One commercial, for instance, shows a “bunch of dreamers” looking into a starry sky. Those dreamers are shown to be rocket scientists embarking on a bold new project using collaboration tools from Intel “to make science simple for actual rocket scientists” and a mission-control celebration. “Before any of this,” a voiceover explains, “CDW orchestrated a collaboration solution using PCs with Intel 6th Gen, Core-V processors.” (The spot also features Intel’s signature brand tones and logo at the end.) Other spots tell the story of an aging rock band whose reunion tour sells out in three minutes (but does so seamlessly thanks to Cisco and CDW) and a shoe company whose online traffic goes through the roof (with the help of CDW and VMware) when an actress throws an on-set tantrum that ends up lodging a stiletto heel in a wall. 

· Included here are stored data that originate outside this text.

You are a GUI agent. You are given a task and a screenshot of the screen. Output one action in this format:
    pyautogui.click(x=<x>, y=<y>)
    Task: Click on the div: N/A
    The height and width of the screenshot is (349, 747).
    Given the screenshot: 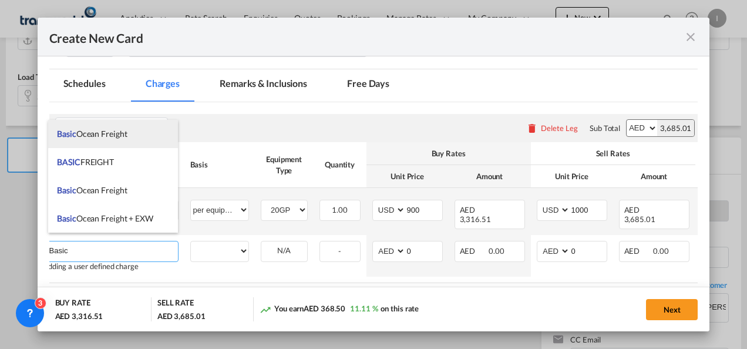 What is the action you would take?
    pyautogui.click(x=284, y=250)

“We still wanted to retain the humor,” Lamb says. “But there’s a human side to these commercials.”

Though Barkley is gone, the company is continuing to time its major marketing push to the NCAA tournament, as it has for the past several years. The reason: it’s a time when the company’s most valuable customers are reachable, Lamb says. 

“A significant portion of the IT decision-maker audience is engaging with the NCAA tournament,” Lamb says. “We look at that as key to our strategy in order to effectively and efficiently reach our audience.”

In addition to the television commercials, the campaign will include a heavy presence during radio broadcasts of the NCAA tournament games and digital elements, Lamb says.